For Charles Spencer,
John Osborne's Luther (1961) at the National Theatre is a three-and-a-quarter-hour
bum-number
REVIEWERS rarely admit to boredom, although you can't go to the theatre
four or five times a week without being bored. It's probably a desire to
make our subject seem interesting that inspires this conspiracy of silence - plus the
conviction, fostered by generations of teachers, that those who find things boring are
boring themselves.
Nevertheless, there is no escaping the fact that John Osborne's Luther (1961) is
a three-and-a-quarter-hour bum-number. It's impressive but boring, intelligently staged
but boring, well-acted but boring. Imagine an interminable history lesson relieved only by
occasional trips to the school chapel to listen to God-bothering pi-jaws from the pulpit,
and you will get some idea of just how punishingly dull this play is.
Like so much that is tedious in the theatre, the play was heavily influenced by
Bertolt Brecht. It consists of a series of illustrative scenes depicting Luther's life,
from his earliest days in an Augustinian monastery to his excommunication and the peasant
wars that followed. There are big set-pieces, like the Diet of Worms, when Luther refused
to retract his condemnations of the Catholic Church, and more intimate moments, when he
provides us with far more news than we need to know about his chronic constipation. Even
his great moment of spiritual revelation is accompanied by a blissful evacuation. I put it
down to that ghastly diet of worms.
This epic revival in the Olivier is well-timed. After the terrible events of
September 11, we are evidently entering a new period of religious wars. And the legacy of
Luther, and the Reformation, live on in the continuing anguish of Northern Ireland.
Osborne had a mighty, enduring theme here - the horrors committed by man in God's name -
but, throughout, one senses authorial perspiration, rather than inspiration.
There are flashes of echt Osborne. The spiel of the indulgence seller, Johann
Tetzel, played with unforgettably greasy insinuation by Richard Griffiths, comes across as
one of Osborne's beloved music-hall shticks, while Luther's sermons blaze with the
intemperate fire of a God-inspired Jimmy Porter.
But these scenes also serve as reminders that Osborne was far better at
full-throttle theatrical monologues than at dialogue between subtly observed characters,
and much of Luther comes over as a trudge of a pageant play.
The director, Peter Gill, stages it with great assurance and clarity, with the
help of a fine, imposing design of ecclesiastical arches by Alison Chitty, but there is no
mistaking the fact that much of the writing has all the dynamism of a school textbook.
As if to compensate, Gill parades a large chorus of chanting Augustinians as if
they were the monastic equivalent of the Rockettes. They glide round the stage with a
precision the producers of Holiday on Ice would envy, and bow their heads in prayer with
spooky synchronicity - not so much the Roman Catholic Church as Roman Catholic Kitsch.
Rufus Sewell is a suitably anguished Luther, all charismatic cheekbones
and painful belly gripes, and he memorably charts the way in which the character's
spiritual despair is transformed into dangerous conviction. There is strong support, too.
Malcolm Sinclair is hypnotically subtle and devious as Cajetan, the Cardinal who tries to
persuade Luther to recant, with a mixture of smarm and menace; Geoffrey Hutchings provides
some welcome humour as Luther's irreverent dad, complaining that a wine glass is as empty
as a nun's womb; and Timothy West gives a lovely performance of spiritual humility and
wisdom as Luther's confidant, Johann von Staupitz.
Despite all their endeavours, however, Luther remains a long, hard slog.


From the line containing "Detect and localize" to the line containing "Annotate this image: element" in the records below, set down every line exactly as it stands, both ends included, and skip the pictures.

* * *

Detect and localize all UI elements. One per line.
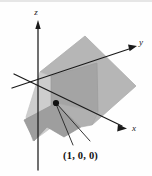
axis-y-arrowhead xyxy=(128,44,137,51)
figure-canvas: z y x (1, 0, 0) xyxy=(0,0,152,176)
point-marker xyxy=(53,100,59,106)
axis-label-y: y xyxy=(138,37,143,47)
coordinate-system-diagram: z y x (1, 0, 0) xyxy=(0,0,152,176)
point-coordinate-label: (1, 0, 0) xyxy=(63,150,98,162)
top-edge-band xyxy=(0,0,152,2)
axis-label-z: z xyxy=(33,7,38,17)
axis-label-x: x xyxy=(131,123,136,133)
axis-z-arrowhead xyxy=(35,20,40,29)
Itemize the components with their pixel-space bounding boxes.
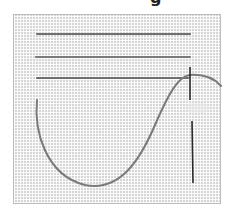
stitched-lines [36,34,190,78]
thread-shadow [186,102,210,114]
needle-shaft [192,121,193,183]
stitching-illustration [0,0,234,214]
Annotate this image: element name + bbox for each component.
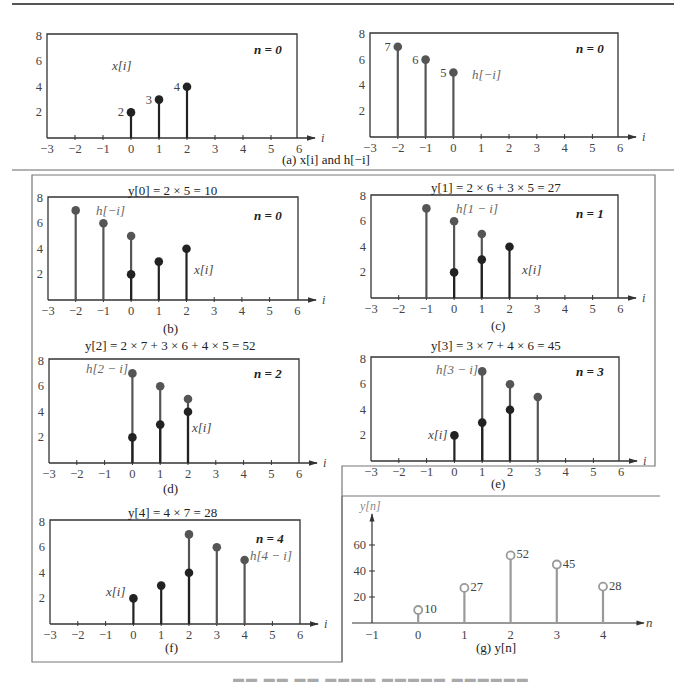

* * *

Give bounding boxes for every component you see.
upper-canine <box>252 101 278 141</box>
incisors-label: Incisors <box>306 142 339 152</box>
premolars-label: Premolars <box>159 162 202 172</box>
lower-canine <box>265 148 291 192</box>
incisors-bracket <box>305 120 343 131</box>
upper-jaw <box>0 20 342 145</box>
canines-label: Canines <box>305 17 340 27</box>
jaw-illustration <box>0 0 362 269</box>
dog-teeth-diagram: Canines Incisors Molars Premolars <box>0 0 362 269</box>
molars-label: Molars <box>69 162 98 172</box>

* * *

■ **Answer to the exercise**
Detect and localize all UI elements. One per line.
axis-y-arrowhead xyxy=(128,44,137,51)
figure-canvas: z y x (1, 0, 0) xyxy=(0,0,152,176)
point-marker xyxy=(53,100,59,106)
axis-label-y: y xyxy=(138,37,143,47)
coordinate-system-diagram: z y x (1, 0, 0) xyxy=(0,0,152,176)
point-coordinate-label: (1, 0, 0) xyxy=(63,150,98,162)
top-edge-band xyxy=(0,0,152,2)
axis-label-z: z xyxy=(33,7,38,17)
axis-label-x: x xyxy=(131,123,136,133)
axis-z-arrowhead xyxy=(35,20,40,29)
Itemize the components with their pixel-space bounding boxes.
stitched-lines [36,34,190,78]
thread-shadow [186,102,210,114]
needle-shaft [192,121,193,183]
stitching-illustration [0,0,234,214]
Annotate this image: element name + bbox for each component.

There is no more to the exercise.